AOTI Supports the Call for a High-Level Working Group to Address Lengthy Delays in Accessing Disability Services

This follows RTÉ highlighting the very long delays in children being provided with an Assessment of Need (AON) under the Disability Act 2005 and knock-on delays in accessing services such as Occupational Therapy

The Association of Occupational Therapists of Ireland (AOTI) welcomes RTE highlighting on Morning Ireland today that more than 5,000 children are waiting longer than the law permits for an assessment of need before they can access vital services such as Occupational Therapy. Figures released to RTE show that the average waiting time for an assessment of need was 19 months in March 2020, despite a legal requirement for an assessment to be completed within 6 months. AOTI members’ experience is that children can be waiting much longer in some instances. Having received an assessment of need there are then further waiting lists to access the services of an Occupational Therapist and other health and social care services for children with identified needs.

Speaking about the importance of early assessment and intervention for children with additional needs, Caoilfhionn Ní Chuileannáin, Chairperson of the AOTI Paediatric Advisory Group, said “The 2019 report of the Joint Oireachtas Health Committee on Assessment of Need echoed AOTI’s position that there are societal and financial benefits of early intervention as well as positive outcomes for children with additional needs and their families.  Having the right input at an early stage is crucial to children reaching their potential and to family wellbeing and quality of life. Easier and timely access to an assessment of need, and follow-on services such as Occupational Therapy, is what children and families need. Delivering this should be everyone’s primary focus and priority”.

AOTI highlighted our concerns about the delays in the provision in assessments of need in our statement in April 2018. Following this statement, the Association was invited to make a presentation to the Joint Oireachtas Health Committee in June 2018. At that time, we identified 3 key problems in the current system of service delivery:

  1. Chronic under-resourcing and under-staffing of disability services leading to long waiting lists and missed developmental opportunities for children with additional needs
  2. Inequity of service delivery nationally as only 2 of 9 CHOs had been reconfigured in line with the Progressing Disabilities Services programme
  3. Fundamental problems with the Disability Act 2005 and the AON process emanating from it, e.g. legal entitlement to an assessment of need but not to services to meet identified needs

A copy of our statement made to the Joint Oireachtas Health Committee can be found here. AOTI proposed solutions to the above problems when we met with the Health Committee.  The outcome of this process was the publication by the Joint Oireachtas Health Committee of the Report on the New Standard Operating Procedure for Assessment of Need under the Disability Act 2005, which made several recommendations. One of these recommendations was that the HSE consult with front-line therapists and parents to discuss these matters further. Despite commitments given by HSE staff when they met with the Health Committee to have ongoing dialogue with stakeholders to address our collective concerns, this commitment has not been honoured. 

“AOTI strongly supports the call for a high-level review, made in the RTE report today by Prof Susan Smith of Deep End Ireland. Prof Smith called for the Government to set up a high-level working group to address the unlawful delays in the provision of assessments of need. We call on the Minister for Health, Stephen Donnelly TD, to establish this working group as a matter of urgency so that assessment of children with additional needs and the provision of follow-on services such as Occupational Therapy can be achieved in a timely, safe, evidence-based and ethical way, said Odhrán Allen, AOTI Chief Strategy Officer.

Minister Donnelly was a member of the Joint Oireachtas Health Committee that produced the 2019 report.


• [Aim of the task]
Reproduce word for word the line that contains "Find person. Reply" and every line after it to the end of the records, with nothing else added.

• [The data]
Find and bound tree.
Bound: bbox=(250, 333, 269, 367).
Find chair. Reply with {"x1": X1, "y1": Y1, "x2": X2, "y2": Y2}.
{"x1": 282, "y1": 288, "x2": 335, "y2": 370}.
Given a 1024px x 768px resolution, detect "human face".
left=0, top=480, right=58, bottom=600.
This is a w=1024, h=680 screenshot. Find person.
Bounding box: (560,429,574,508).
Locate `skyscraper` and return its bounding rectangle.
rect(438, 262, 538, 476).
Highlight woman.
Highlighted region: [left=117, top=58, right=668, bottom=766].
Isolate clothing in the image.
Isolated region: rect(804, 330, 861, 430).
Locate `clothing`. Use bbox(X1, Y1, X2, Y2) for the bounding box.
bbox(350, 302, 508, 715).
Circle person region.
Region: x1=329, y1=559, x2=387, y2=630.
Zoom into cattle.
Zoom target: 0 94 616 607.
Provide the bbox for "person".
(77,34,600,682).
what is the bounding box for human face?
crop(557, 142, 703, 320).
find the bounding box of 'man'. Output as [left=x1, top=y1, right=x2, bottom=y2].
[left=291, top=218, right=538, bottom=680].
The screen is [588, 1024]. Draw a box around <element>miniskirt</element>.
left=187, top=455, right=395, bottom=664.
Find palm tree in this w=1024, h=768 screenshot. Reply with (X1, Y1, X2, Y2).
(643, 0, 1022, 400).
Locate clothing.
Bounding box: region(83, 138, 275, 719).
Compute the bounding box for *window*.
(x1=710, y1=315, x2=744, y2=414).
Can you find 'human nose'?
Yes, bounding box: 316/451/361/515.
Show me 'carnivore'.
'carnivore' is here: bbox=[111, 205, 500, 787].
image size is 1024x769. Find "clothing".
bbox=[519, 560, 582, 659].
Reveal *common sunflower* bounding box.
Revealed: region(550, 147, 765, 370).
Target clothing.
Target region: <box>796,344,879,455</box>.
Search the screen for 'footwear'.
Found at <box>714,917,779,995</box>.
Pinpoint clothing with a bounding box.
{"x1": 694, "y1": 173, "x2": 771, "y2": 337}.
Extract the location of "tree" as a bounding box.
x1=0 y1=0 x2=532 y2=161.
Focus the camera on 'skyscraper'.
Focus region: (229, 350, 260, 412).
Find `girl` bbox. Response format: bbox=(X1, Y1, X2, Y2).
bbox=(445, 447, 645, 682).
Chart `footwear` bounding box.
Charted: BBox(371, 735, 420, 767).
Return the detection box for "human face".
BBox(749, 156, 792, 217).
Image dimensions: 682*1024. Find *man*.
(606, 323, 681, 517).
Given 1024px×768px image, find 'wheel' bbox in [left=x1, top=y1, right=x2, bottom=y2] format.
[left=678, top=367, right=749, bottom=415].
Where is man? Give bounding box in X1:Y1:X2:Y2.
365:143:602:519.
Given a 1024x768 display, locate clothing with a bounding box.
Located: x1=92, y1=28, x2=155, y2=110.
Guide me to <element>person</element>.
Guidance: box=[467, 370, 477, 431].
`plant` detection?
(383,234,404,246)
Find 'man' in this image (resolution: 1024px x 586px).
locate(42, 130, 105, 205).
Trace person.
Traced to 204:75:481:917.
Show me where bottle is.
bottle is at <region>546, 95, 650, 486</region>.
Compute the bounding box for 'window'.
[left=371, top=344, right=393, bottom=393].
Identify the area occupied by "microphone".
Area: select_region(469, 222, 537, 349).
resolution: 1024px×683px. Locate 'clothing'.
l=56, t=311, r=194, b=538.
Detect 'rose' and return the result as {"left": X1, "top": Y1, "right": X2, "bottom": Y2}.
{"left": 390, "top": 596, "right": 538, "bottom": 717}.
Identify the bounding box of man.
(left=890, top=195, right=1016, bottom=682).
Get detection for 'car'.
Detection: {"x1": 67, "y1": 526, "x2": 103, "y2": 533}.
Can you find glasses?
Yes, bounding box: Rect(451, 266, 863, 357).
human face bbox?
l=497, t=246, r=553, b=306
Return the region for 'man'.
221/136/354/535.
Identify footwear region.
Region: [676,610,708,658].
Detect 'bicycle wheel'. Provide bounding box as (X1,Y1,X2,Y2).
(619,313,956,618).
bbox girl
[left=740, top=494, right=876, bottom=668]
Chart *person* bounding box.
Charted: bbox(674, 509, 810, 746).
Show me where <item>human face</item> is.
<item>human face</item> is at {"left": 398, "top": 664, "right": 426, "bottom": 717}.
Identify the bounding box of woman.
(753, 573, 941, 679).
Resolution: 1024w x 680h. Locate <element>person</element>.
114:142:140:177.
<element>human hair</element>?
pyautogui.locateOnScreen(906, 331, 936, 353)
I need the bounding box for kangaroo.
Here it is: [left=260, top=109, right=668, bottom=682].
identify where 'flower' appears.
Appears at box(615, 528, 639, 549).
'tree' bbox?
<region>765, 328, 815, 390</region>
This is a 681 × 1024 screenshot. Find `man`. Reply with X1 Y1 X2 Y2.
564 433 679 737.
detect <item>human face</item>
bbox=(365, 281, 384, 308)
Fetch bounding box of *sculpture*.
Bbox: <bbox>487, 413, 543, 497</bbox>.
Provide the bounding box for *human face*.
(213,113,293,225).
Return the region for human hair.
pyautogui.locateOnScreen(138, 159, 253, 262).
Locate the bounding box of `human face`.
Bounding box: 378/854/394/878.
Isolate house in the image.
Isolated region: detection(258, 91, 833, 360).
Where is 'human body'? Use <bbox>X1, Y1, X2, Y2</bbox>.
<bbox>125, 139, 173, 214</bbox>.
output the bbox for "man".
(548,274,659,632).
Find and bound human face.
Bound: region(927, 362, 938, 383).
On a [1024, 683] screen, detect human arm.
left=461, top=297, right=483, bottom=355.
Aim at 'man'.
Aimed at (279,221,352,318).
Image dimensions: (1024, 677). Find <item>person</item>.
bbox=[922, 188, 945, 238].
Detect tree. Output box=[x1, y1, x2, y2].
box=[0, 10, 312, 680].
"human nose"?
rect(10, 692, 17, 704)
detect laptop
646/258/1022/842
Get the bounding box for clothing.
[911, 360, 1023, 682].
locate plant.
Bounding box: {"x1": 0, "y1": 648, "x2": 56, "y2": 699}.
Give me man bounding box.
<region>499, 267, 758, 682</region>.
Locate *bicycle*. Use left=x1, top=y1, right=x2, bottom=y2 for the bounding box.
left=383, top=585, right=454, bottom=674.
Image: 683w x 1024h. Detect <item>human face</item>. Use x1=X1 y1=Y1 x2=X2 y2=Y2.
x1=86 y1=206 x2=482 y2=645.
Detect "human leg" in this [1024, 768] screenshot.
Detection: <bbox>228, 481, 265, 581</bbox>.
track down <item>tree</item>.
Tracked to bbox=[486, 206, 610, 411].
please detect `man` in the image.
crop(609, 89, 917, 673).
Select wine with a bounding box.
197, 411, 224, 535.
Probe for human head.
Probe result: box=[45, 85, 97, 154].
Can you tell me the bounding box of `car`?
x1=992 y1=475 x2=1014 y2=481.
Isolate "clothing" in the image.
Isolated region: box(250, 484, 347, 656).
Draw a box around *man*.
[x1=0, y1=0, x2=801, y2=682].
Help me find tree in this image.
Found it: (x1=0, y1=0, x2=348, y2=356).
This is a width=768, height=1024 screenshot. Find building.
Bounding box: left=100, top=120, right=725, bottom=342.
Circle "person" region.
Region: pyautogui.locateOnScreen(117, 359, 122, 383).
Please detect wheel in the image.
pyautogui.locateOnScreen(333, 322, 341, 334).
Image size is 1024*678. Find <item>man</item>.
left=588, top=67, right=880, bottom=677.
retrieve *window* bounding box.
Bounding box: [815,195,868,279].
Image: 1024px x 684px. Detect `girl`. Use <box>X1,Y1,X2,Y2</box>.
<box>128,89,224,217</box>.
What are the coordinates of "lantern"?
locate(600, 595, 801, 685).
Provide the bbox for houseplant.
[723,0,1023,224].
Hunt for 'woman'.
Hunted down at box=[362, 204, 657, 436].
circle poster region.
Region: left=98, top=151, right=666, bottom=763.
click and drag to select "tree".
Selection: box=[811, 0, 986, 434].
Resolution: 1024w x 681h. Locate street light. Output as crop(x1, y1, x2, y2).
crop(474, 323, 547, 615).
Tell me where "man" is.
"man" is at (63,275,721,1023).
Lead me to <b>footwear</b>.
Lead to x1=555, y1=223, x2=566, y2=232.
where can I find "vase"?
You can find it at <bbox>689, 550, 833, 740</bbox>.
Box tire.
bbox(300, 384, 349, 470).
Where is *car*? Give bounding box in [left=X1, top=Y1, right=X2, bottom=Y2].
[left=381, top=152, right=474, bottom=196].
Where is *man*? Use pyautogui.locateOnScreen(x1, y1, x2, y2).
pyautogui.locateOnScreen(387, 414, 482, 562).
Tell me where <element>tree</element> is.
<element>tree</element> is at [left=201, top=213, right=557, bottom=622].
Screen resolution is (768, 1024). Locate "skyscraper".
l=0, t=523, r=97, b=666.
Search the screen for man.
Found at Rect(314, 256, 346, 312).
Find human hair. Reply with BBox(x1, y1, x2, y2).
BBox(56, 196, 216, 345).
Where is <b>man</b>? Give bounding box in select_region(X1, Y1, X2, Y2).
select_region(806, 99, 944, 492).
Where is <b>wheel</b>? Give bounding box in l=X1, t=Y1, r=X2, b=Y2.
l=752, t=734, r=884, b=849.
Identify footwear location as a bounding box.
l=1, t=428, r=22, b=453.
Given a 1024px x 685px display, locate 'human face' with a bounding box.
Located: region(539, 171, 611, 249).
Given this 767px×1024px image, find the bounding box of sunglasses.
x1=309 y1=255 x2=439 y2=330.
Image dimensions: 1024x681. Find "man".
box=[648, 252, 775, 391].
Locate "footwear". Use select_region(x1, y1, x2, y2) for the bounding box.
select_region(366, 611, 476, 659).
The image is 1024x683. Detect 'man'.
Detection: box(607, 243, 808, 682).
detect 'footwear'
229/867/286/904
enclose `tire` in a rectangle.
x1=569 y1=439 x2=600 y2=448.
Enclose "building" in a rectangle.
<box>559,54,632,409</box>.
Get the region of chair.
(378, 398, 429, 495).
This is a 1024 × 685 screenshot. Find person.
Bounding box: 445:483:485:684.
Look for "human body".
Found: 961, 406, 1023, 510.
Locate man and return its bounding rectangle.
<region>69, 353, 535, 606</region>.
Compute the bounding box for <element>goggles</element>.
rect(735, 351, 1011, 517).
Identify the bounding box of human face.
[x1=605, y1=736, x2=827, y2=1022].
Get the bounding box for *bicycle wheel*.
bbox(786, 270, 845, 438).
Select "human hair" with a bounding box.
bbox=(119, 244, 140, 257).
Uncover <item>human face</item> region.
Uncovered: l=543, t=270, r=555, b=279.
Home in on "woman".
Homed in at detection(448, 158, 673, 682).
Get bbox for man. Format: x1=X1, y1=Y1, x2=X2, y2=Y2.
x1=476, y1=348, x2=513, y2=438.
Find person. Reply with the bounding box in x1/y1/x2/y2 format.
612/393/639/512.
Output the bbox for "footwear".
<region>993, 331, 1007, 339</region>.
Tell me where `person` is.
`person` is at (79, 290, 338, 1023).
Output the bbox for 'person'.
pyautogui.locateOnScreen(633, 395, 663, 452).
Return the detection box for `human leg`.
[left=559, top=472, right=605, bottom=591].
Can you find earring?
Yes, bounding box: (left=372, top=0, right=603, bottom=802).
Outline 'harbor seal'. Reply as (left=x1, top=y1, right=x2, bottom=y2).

• [Result for this exercise]
Find person. Reply with the bounding box in x1/y1/x2/y2 format.
612/393/639/512.
Output the bbox for "footwear".
<region>993, 331, 1007, 339</region>.
Tell me where `person` is.
`person` is at (79, 290, 338, 1023).
Output the bbox for 'person'.
pyautogui.locateOnScreen(633, 395, 663, 452).
Return the detection box for `human leg`.
[left=559, top=472, right=605, bottom=591].
Can you find earring?
Yes, bounding box: (left=372, top=0, right=603, bottom=802).
Outline 'harbor seal'. Reply as (left=x1, top=y1, right=x2, bottom=y2).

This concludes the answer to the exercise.